Working visits by their nature are works in progress. The closest tangible result recorded on Tuesday was the ceremonial signing of what was described as a “political agreement”, noting significant progress on post-Brexit UK trade relations with Mozambique and the Southern African Customs Union (SACU) of South Africa, Botswana, Lesotho, Namibia and Swaziland.

As discussions continue on this front, separate talks are also unfolding elsewhere, including agreements South Africa has directly with the EU under that Economic Partnership Agreement (EPA). And here Brexit could offer the opportunity to South Africa to negotiate separate trade deals with the UK on the same commodities or field of production, in addition to the EPA quotas.

The official thinking is that the UK’s departure from the EU would not affect South Africa’s existing quotas with the EU. After all, when new countries joined the EU such trade quotas weren’t renegotiated, so there should be no renegotiation when the UK leaves. Right now, it holds potential for South Africa, but there’s nothing fixed yet.

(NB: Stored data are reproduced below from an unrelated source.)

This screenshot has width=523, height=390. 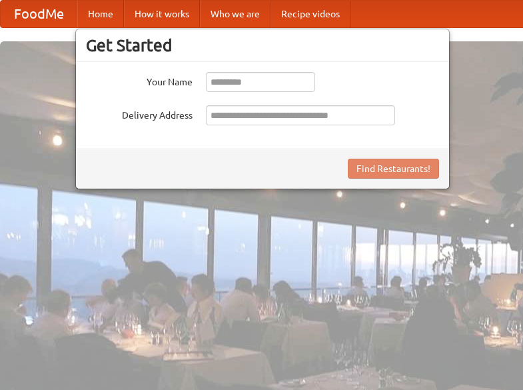 What do you see at coordinates (39, 14) in the screenshot?
I see `a: FoodMe` at bounding box center [39, 14].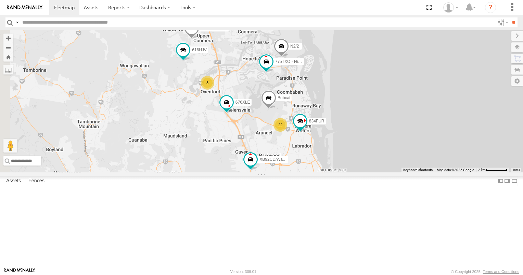  Describe the element at coordinates (13, 181) in the screenshot. I see `label: Assets` at that location.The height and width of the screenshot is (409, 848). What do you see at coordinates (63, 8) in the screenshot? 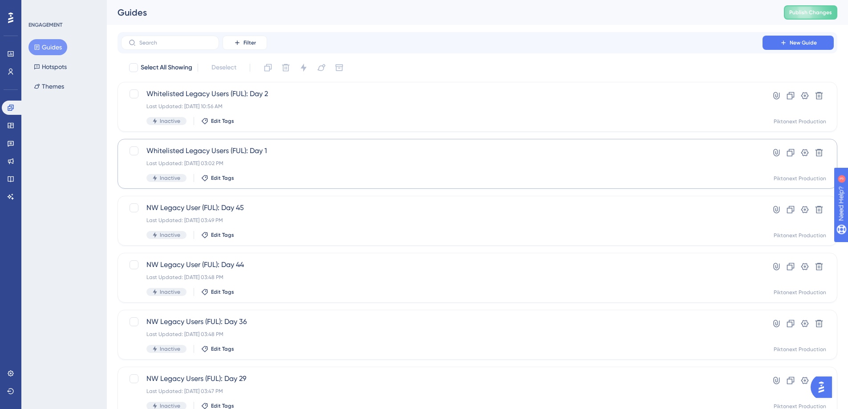
I see `div: 3` at bounding box center [63, 8].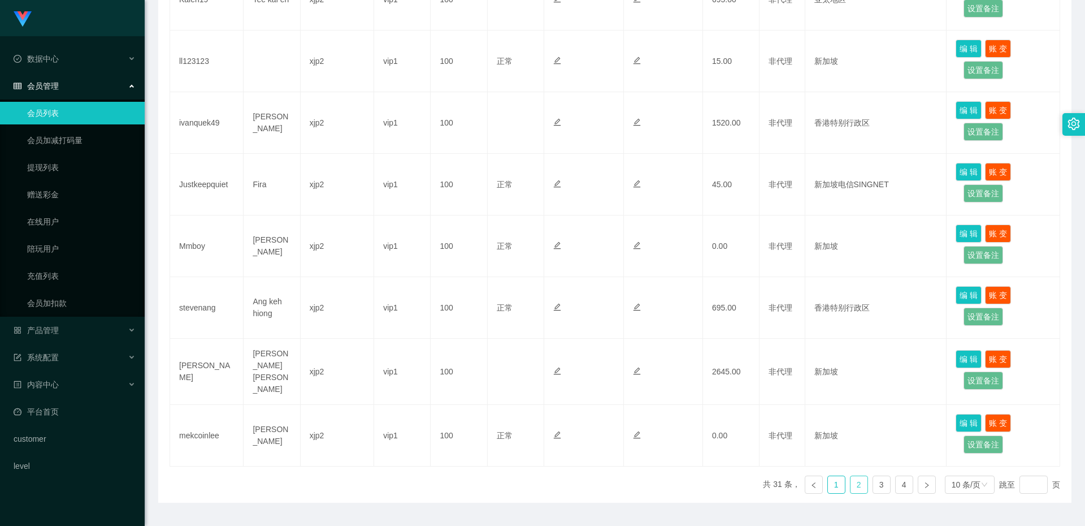  Describe the element at coordinates (272, 184) in the screenshot. I see `td: Fira` at that location.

New quotas are being negotiated with the UK,” Department of Trade and Industry Deputy Director-General Xolelwa Mlumbi-Peter told Daily Maverick.

Whether South African companies would make a play for such opportunities remains to be seen, as would be whether such benefits would translate any boost in company balance sheets into jobs. If companies came to the table in Ramaphosa’s call for a social compact, this would be unlike what happened in the jobless economic growth years under Gear (Growth, Employment and Redistribution) of the early 2000s.

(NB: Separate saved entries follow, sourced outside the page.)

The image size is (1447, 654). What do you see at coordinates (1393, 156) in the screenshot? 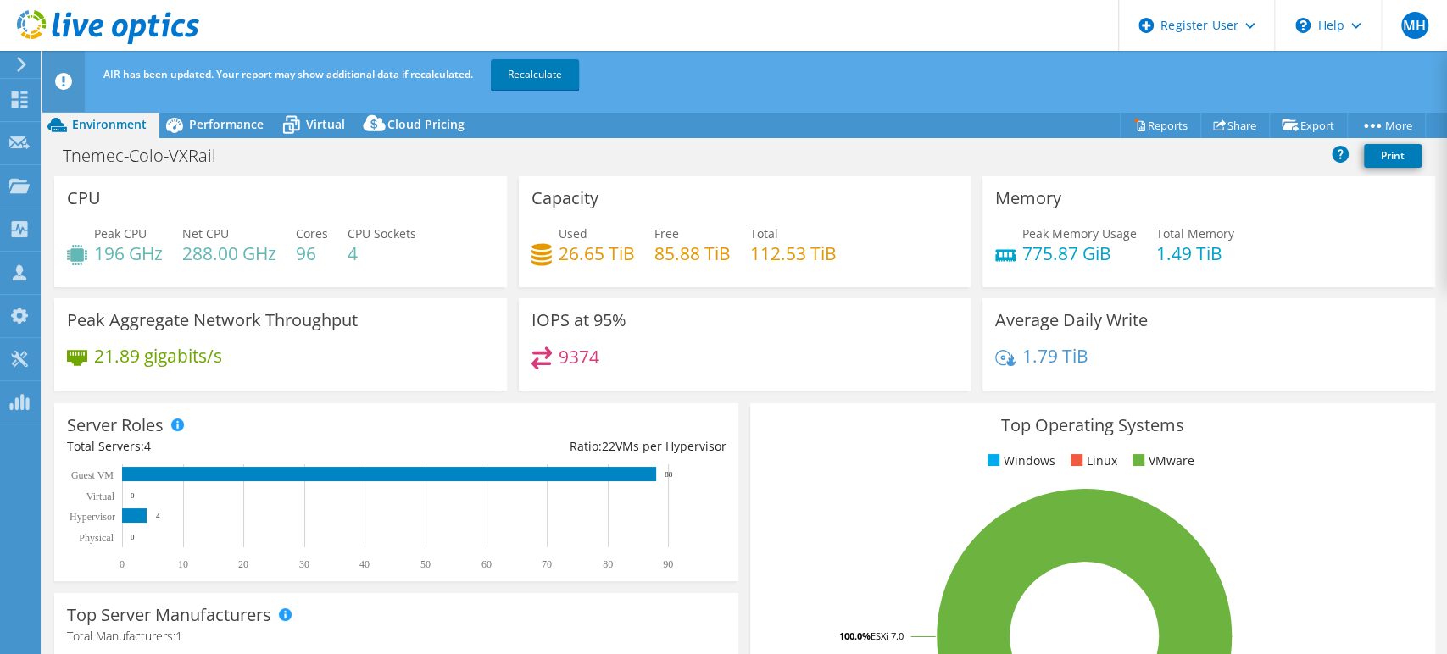
I see `a: Print` at bounding box center [1393, 156].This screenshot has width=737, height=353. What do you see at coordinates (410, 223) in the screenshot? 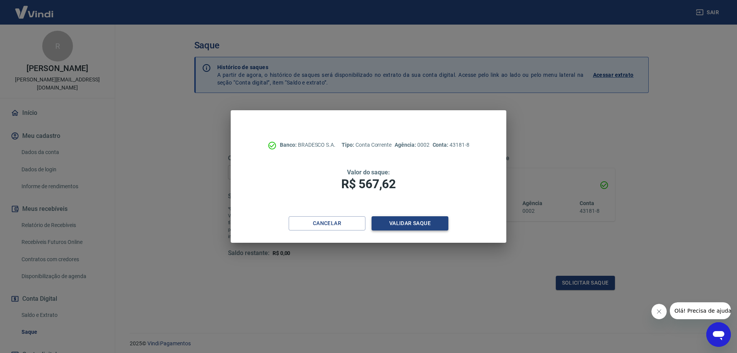
I see `button: Validar saque` at bounding box center [410, 223].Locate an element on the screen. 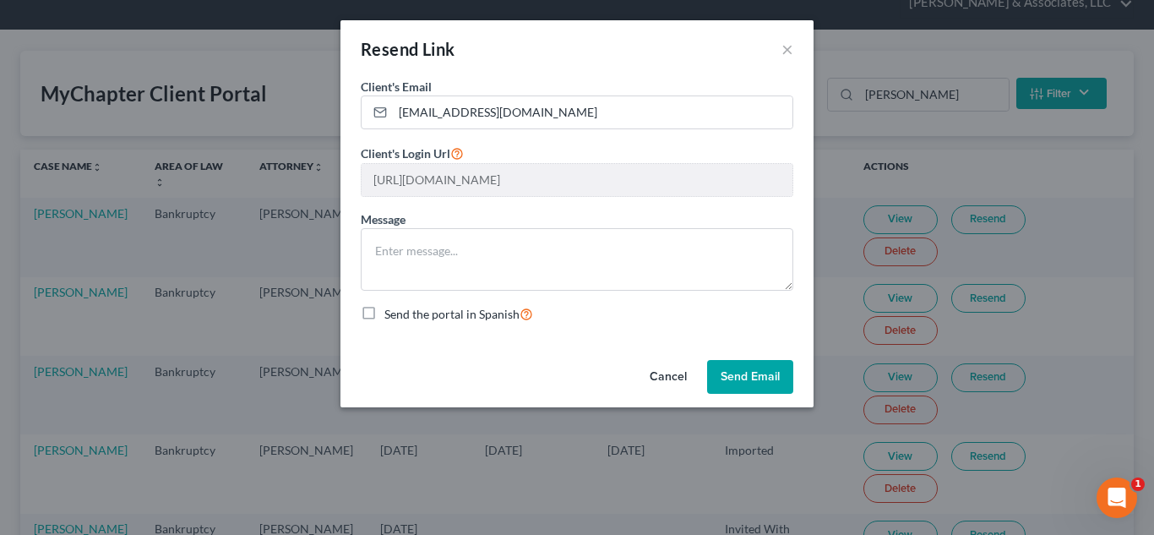  div: Resend Link is located at coordinates (407, 49).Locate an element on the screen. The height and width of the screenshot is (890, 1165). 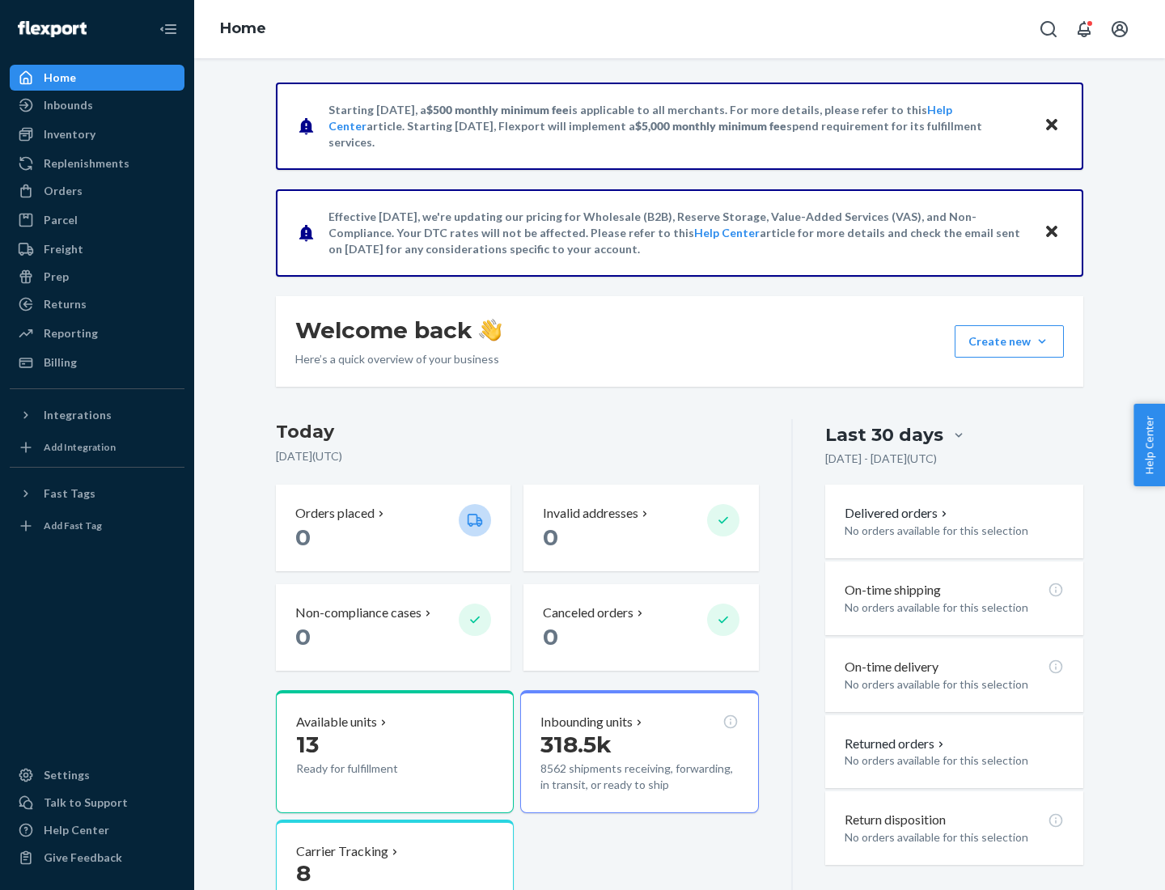
button: Close Navigation is located at coordinates (168, 29).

Right from the start, investment has been on Ramaphosa’s ‘New Dawn’ renewal agenda, alongside the undertaking to raise US$100-billion.

Investment is regarded as crucial by government.

“We see foreign direct investment as a critical driver of economic growth,” Ramaphosa told a business round table organised as part of the UK prime minister’s working visit, according to prepared speaking notes – but South Africa’s low growth, high unemployment economy allows for little wriggle room.

Billions of rand have been lost to State Capture deals, particularly in key State-owned Enterprises (SoEs), and the under-collection of R50-billion by the South African Revenue Service (SARS) has further strained national coffers.

It is against that backdrop that government is looking at all options as it is finalising adjustments to appropriations to be announced in October’s Medium-Term Budget Policy Statement (MTBPS), which will also signal priorities looking forward to the 2019 Budget.

On the sidelines of the Tuynhuys SA-UK working meeting, Finance Minister Nhlanhla Nene said investments were welcomed.

“Every dollar and every pound helps,” Nene told Daily Maverick.

But until any investments and deals are signed on the dotted line, and the dollars and pounds are banked, the only concrete item in South Africa’s possession right now is the bell of the SS Mendi.

“It’s like we have repatriated the souls and the spirits of those who died on the ship,” Defence Minister Nosiviwe Mapisa-Nqakula told Daily Maverick. “Somebody would have rung that bell as the ship went down…”

May handed over this piece of South African history in a short ceremony at the presidential Tuynhuys offices on Tuesday. It was originally hoped by South Africa to have this bell returned home in time for the centenary commemoration of the 1917 maritime tragedy. That was not to be, amid red tape and bureaucracy which regarded it as the Queen’s property – and so the moment came 18 months late.